Reviews of the Double Concerto have been mixed. The work was panned by the Boston Globe on its 2012 Tanglewood world premiere with the Boston Symphony, with the paper’s Jeremy Eichler calling it an “extremely thin” work consisting of “folk-flavored noodling and detached riffs for Bell” with a distant, modest accompaniment on the bass.

Writing for The Classical Review, Andrew L. Pincus was more positive, writing that “the concerto is cast in a lyrical, basically tonal style that seems a throwback to the neo-romantic modernism of Samuel Barber.” And, in a review of a performance a week later at the Hollywood Bowl, Mark Swed of the Los Angeles Times, wrote that the Double Concerto offered “engaging melodic figures” and an “impressively seamless mix of bluegrassy funk and funk Indian rhythms.”

Bell believes that Meyer possesses a real understanding of the violin’s capabilities. “He loves the violin as an instrument, and he likes to use the instrument’s singing qualities,” said the violinist.

“In the part he does allow me to sing with the instrument. One of the things I like about Edgar is that he’s not afraid to write tunes and write, you know, beautiful music. The slow movement in this piece is haunting and absolutely gorgeous without being trite, which is so difficult for a composer to do these days.”

Composing music for the violin came naturally to Meyer. Despite his involvement with the double bass, the violin played a big role in the development of his musical tastes from his early years, when his father would play recordings of the great violin concertos.

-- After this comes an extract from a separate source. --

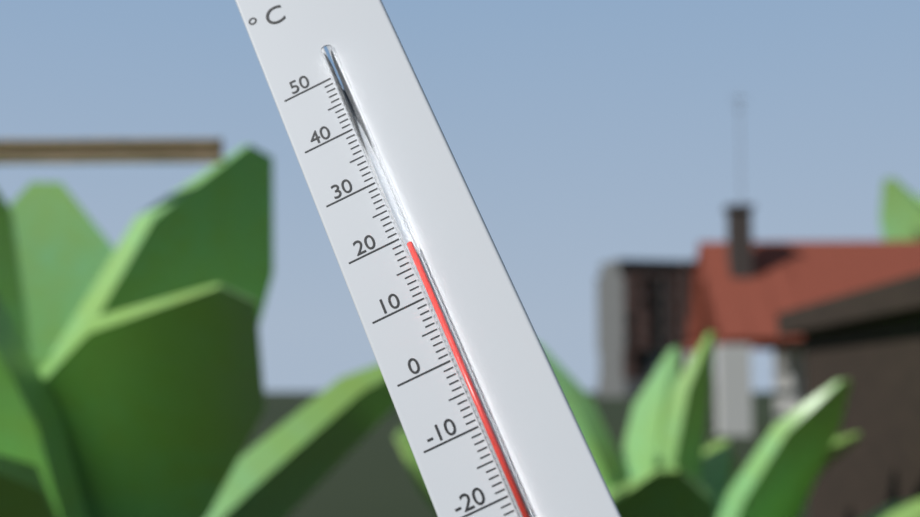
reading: 18 °C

“He really loved the Beethoven and the Bach and Brahms violin concertos and had Heifetz and Oistrakh playing these things on Sunday mornings,” Meyer said. “There was a reverence that he had for that particular music that just kind of made it a little more central in my own subconscious. And I’ve had a kind of excitement of string concertos, an almost irrational one given the practicalities, but I love working with Josh and those two things just kind of meshed.”

Edgar Meyer and Joshua Bell perform Meyer’s Double Concerto 8 p.m. Oct. 4 with the Frost Symphony Orchestra and conductor Thomas Sleeper at Gusman Concert Hall. The concert will also include Tchaikovsky’s Symphony No. 5 and the world premiere of a concert march by Joel McNeely. festivalmiami.com, 305-284-4940

Aaron Keebaugh contributed to this story.